Tuesday, January 14, 2014

A great documentary





The breathtaking thing about this documentary - whatever else one may have to say about it - is how it shows that the disputes over economy (let's just say "the issue of the economy") is not something that has arisen from being a relatively background issue to becoming the front and center of the Great Talked About Issues of Our Times. It has not arisen at all. Not at all.

The funny thing is that it has been, and is presently, receding from our grasp and from our real attention. The grasp of the core of the issue has been undone. The terms remain, and are indeed made louder and louder - a sort of endless speculation and school of derivatives, if you will, of economic terms that at one point used to actually mean something, or at least mean something else.

For the issue of the economy was historically consistently and continually being hashed out in the front and center of the lives of people across the U.S. geographical map, with the aid of a media that had not yet been bought. And everything essential about the issue was well understood by the common people. That is to say, they understood how essentially the issue of the economy is tied to everything else.

The American century previous to the 20th, as well as the American century previous to the 19th, is absolutely astonishingly freaking rife with loud and bold and clear parallels to the here and now, even brutally clear parallels. Not just parallels in some distant disconnected sense, but of being the whole-cloth story that has been cut off from the memory of the people.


-- Exercise --
Each line of the material should be retyped without alteration.

****

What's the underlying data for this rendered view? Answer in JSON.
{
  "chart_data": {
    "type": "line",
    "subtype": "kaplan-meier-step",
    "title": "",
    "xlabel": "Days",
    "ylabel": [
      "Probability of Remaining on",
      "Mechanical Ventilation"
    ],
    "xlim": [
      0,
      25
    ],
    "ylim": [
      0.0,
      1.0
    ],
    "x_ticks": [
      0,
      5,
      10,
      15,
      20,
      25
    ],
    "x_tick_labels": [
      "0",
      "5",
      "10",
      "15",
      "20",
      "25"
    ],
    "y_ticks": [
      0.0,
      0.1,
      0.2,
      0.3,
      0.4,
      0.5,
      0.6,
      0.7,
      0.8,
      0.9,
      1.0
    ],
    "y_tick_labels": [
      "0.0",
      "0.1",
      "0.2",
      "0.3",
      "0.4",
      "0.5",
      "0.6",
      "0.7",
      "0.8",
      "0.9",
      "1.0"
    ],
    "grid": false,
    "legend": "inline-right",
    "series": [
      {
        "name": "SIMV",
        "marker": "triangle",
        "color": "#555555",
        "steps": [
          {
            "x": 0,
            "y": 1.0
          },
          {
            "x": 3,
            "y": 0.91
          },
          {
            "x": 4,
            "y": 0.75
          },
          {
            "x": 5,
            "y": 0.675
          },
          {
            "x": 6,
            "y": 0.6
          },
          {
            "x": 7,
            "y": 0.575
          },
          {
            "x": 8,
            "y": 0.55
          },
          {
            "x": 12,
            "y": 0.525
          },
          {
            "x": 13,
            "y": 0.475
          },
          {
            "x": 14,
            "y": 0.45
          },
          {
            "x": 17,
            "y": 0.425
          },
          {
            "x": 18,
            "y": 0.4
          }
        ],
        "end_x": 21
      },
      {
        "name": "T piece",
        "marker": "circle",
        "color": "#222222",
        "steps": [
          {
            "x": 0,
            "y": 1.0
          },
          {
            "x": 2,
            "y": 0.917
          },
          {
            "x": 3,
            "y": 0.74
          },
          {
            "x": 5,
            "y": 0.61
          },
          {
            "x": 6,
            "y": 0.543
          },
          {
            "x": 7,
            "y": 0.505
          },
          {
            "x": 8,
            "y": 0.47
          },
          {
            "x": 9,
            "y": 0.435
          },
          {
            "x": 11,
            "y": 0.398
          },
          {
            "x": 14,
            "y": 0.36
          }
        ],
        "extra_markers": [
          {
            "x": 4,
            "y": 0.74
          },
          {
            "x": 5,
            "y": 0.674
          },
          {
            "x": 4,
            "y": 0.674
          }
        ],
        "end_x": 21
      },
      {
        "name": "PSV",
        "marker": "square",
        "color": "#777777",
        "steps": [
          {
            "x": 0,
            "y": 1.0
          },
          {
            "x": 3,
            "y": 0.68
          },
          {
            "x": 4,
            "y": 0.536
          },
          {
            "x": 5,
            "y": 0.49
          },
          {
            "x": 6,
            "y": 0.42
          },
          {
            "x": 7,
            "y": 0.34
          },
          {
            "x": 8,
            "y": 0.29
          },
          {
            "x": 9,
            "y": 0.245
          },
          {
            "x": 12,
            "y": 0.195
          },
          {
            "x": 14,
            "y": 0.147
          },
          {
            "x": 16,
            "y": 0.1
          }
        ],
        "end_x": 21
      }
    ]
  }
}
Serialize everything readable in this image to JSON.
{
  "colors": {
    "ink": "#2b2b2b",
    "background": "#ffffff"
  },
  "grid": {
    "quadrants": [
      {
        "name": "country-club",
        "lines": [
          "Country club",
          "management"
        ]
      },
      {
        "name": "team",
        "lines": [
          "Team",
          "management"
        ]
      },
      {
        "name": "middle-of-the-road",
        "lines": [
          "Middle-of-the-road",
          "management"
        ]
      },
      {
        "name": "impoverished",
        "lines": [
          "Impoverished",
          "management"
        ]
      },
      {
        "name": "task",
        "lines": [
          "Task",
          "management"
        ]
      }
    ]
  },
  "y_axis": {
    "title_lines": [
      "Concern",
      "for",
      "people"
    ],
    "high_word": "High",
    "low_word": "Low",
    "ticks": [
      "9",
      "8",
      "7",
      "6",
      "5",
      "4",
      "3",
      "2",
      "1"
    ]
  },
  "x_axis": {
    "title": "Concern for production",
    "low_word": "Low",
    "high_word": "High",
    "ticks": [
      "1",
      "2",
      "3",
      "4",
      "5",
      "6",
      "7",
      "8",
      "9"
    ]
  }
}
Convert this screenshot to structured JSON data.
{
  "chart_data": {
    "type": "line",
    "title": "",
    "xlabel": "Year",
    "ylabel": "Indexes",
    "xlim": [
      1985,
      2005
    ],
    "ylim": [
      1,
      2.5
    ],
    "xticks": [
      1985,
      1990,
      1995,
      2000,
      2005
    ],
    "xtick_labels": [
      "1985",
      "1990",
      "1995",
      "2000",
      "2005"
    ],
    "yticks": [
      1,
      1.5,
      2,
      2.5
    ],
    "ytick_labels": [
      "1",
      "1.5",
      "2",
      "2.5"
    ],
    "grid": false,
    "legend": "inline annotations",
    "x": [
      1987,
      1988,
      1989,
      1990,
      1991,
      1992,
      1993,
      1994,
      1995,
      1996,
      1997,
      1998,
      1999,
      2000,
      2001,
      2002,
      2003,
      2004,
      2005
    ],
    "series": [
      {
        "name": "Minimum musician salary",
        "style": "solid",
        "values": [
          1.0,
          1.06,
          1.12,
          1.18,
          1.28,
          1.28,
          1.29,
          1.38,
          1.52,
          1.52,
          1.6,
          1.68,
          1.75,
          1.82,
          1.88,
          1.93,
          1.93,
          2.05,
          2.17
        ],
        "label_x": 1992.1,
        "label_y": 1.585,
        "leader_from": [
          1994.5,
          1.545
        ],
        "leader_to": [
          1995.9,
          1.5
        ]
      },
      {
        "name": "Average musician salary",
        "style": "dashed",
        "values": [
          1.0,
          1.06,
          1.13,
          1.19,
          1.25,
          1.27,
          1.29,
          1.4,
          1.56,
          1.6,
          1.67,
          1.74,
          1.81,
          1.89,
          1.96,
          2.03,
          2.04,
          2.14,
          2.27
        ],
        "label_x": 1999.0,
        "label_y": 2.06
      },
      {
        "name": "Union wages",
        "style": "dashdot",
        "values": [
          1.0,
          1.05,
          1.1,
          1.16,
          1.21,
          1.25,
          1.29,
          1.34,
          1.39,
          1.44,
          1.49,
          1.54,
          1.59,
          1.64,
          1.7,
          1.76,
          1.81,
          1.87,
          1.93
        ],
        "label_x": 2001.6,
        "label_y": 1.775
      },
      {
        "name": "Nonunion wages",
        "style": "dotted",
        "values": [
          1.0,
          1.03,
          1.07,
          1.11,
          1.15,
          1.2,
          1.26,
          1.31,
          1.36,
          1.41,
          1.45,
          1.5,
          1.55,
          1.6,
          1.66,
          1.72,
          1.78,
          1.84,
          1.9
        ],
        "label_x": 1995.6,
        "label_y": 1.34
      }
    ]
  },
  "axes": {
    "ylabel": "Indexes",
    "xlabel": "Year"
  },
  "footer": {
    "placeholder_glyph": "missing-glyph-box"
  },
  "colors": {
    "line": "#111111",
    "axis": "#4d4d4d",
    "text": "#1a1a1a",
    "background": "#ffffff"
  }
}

****

-- Solved exercise --
What's the underlying data for this rendered view? Answer in JSON.
{
  "chart_data": {
    "type": "line",
    "subtype": "kaplan-meier-step",
    "title": "",
    "xlabel": "Days",
    "ylabel": [
      "Probability of Remaining on",
      "Mechanical Ventilation"
    ],
    "xlim": [
      0,
      25
    ],
    "ylim": [
      0.0,
      1.0
    ],
    "x_ticks": [
      0,
      5,
      10,
      15,
      20,
      25
    ],
    "x_tick_labels": [
      "0",
      "5",
      "10",
      "15",
      "20",
      "25"
    ],
    "y_ticks": [
      0.0,
      0.1,
      0.2,
      0.3,
      0.4,
      0.5,
      0.6,
      0.7,
      0.8,
      0.9,
      1.0
    ],
    "y_tick_labels": [
      "0.0",
      "0.1",
      "0.2",
      "0.3",
      "0.4",
      "0.5",
      "0.6",
      "0.7",
      "0.8",
      "0.9",
      "1.0"
    ],
    "grid": false,
    "legend": "inline-right",
    "series": [
      {
        "name": "SIMV",
        "marker": "triangle",
        "color": "#555555",
        "steps": [
          {
            "x": 0,
            "y": 1.0
          },
          {
            "x": 3,
            "y": 0.91
          },
          {
            "x": 4,
            "y": 0.75
          },
          {
            "x": 5,
            "y": 0.675
          },
          {
            "x": 6,
            "y": 0.6
          },
          {
            "x": 7,
            "y": 0.575
          },
          {
            "x": 8,
            "y": 0.55
          },
          {
            "x": 12,
            "y": 0.525
          },
          {
            "x": 13,
            "y": 0.475
          },
          {
            "x": 14,
            "y": 0.45
          },
          {
            "x": 17,
            "y": 0.425
          },
          {
            "x": 18,
            "y": 0.4
          }
        ],
        "end_x": 21
      },
      {
        "name": "T piece",
        "marker": "circle",
        "color": "#222222",
        "steps": [
          {
            "x": 0,
            "y": 1.0
          },
          {
            "x": 2,
            "y": 0.917
          },
          {
            "x": 3,
            "y": 0.74
          },
          {
            "x": 5,
            "y": 0.61
          },
          {
            "x": 6,
            "y": 0.543
          },
          {
            "x": 7,
            "y": 0.505
          },
          {
            "x": 8,
            "y": 0.47
          },
          {
            "x": 9,
            "y": 0.435
          },
          {
            "x": 11,
            "y": 0.398
          },
          {
            "x": 14,
            "y": 0.36
          }
        ],
        "extra_markers": [
          {
            "x": 4,
            "y": 0.74
          },
          {
            "x": 5,
            "y": 0.674
          },
          {
            "x": 4,
            "y": 0.674
          }
        ],
        "end_x": 21
      },
      {
        "name": "PSV",
        "marker": "square",
        "color": "#777777",
        "steps": [
          {
            "x": 0,
            "y": 1.0
          },
          {
            "x": 3,
            "y": 0.68
          },
          {
            "x": 4,
            "y": 0.536
          },
          {
            "x": 5,
            "y": 0.49
          },
          {
            "x": 6,
            "y": 0.42
          },
          {
            "x": 7,
            "y": 0.34
          },
          {
            "x": 8,
            "y": 0.29
          },
          {
            "x": 9,
            "y": 0.245
          },
          {
            "x": 12,
            "y": 0.195
          },
          {
            "x": 14,
            "y": 0.147
          },
          {
            "x": 16,
            "y": 0.1
          }
        ],
        "end_x": 21
      }
    ]
  }
}
Serialize everything readable in this image to JSON.
{
  "colors": {
    "ink": "#2b2b2b",
    "background": "#ffffff"
  },
  "grid": {
    "quadrants": [
      {
        "name": "country-club",
        "lines": [
          "Country club",
          "management"
        ]
      },
      {
        "name": "team",
        "lines": [
          "Team",
          "management"
        ]
      },
      {
        "name": "middle-of-the-road",
        "lines": [
          "Middle-of-the-road",
          "management"
        ]
      },
      {
        "name": "impoverished",
        "lines": [
          "Impoverished",
          "management"
        ]
      },
      {
        "name": "task",
        "lines": [
          "Task",
          "management"
        ]
      }
    ]
  },
  "y_axis": {
    "title_lines": [
      "Concern",
      "for",
      "people"
    ],
    "high_word": "High",
    "low_word": "Low",
    "ticks": [
      "9",
      "8",
      "7",
      "6",
      "5",
      "4",
      "3",
      "2",
      "1"
    ]
  },
  "x_axis": {
    "title": "Concern for production",
    "low_word": "Low",
    "high_word": "High",
    "ticks": [
      "1",
      "2",
      "3",
      "4",
      "5",
      "6",
      "7",
      "8",
      "9"
    ]
  }
}
Convert this screenshot to structured JSON data.
{
  "chart_data": {
    "type": "line",
    "title": "",
    "xlabel": "Year",
    "ylabel": "Indexes",
    "xlim": [
      1985,
      2005
    ],
    "ylim": [
      1,
      2.5
    ],
    "xticks": [
      1985,
      1990,
      1995,
      2000,
      2005
    ],
    "xtick_labels": [
      "1985",
      "1990",
      "1995",
      "2000",
      "2005"
    ],
    "yticks": [
      1,
      1.5,
      2,
      2.5
    ],
    "ytick_labels": [
      "1",
      "1.5",
      "2",
      "2.5"
    ],
    "grid": false,
    "legend": "inline annotations",
    "x": [
      1987,
      1988,
      1989,
      1990,
      1991,
      1992,
      1993,
      1994,
      1995,
      1996,
      1997,
      1998,
      1999,
      2000,
      2001,
      2002,
      2003,
      2004,
      2005
    ],
    "series": [
      {
        "name": "Minimum musician salary",
        "style": "solid",
        "values": [
          1.0,
          1.06,
          1.12,
          1.18,
          1.28,
          1.28,
          1.29,
          1.38,
          1.52,
          1.52,
          1.6,
          1.68,
          1.75,
          1.82,
          1.88,
          1.93,
          1.93,
          2.05,
          2.17
        ],
        "label_x": 1992.1,
        "label_y": 1.585,
        "leader_from": [
          1994.5,
          1.545
        ],
        "leader_to": [
          1995.9,
          1.5
        ]
      },
      {
        "name": "Average musician salary",
        "style": "dashed",
        "values": [
          1.0,
          1.06,
          1.13,
          1.19,
          1.25,
          1.27,
          1.29,
          1.4,
          1.56,
          1.6,
          1.67,
          1.74,
          1.81,
          1.89,
          1.96,
          2.03,
          2.04,
          2.14,
          2.27
        ],
        "label_x": 1999.0,
        "label_y": 2.06
      },
      {
        "name": "Union wages",
        "style": "dashdot",
        "values": [
          1.0,
          1.05,
          1.1,
          1.16,
          1.21,
          1.25,
          1.29,
          1.34,
          1.39,
          1.44,
          1.49,
          1.54,
          1.59,
          1.64,
          1.7,
          1.76,
          1.81,
          1.87,
          1.93
        ],
        "label_x": 2001.6,
        "label_y": 1.775
      },
      {
        "name": "Nonunion wages",
        "style": "dotted",
        "values": [
          1.0,
          1.03,
          1.07,
          1.11,
          1.15,
          1.2,
          1.26,
          1.31,
          1.36,
          1.41,
          1.45,
          1.5,
          1.55,
          1.6,
          1.66,
          1.72,
          1.78,
          1.84,
          1.9
        ],
        "label_x": 1995.6,
        "label_y": 1.34
      }
    ]
  },
  "axes": {
    "ylabel": "Indexes",
    "xlabel": "Year"
  },
  "footer": {
    "placeholder_glyph": "missing-glyph-box"
  },
  "colors": {
    "line": "#111111",
    "axis": "#4d4d4d",
    "text": "#1a1a1a",
    "background": "#ffffff"
  }
}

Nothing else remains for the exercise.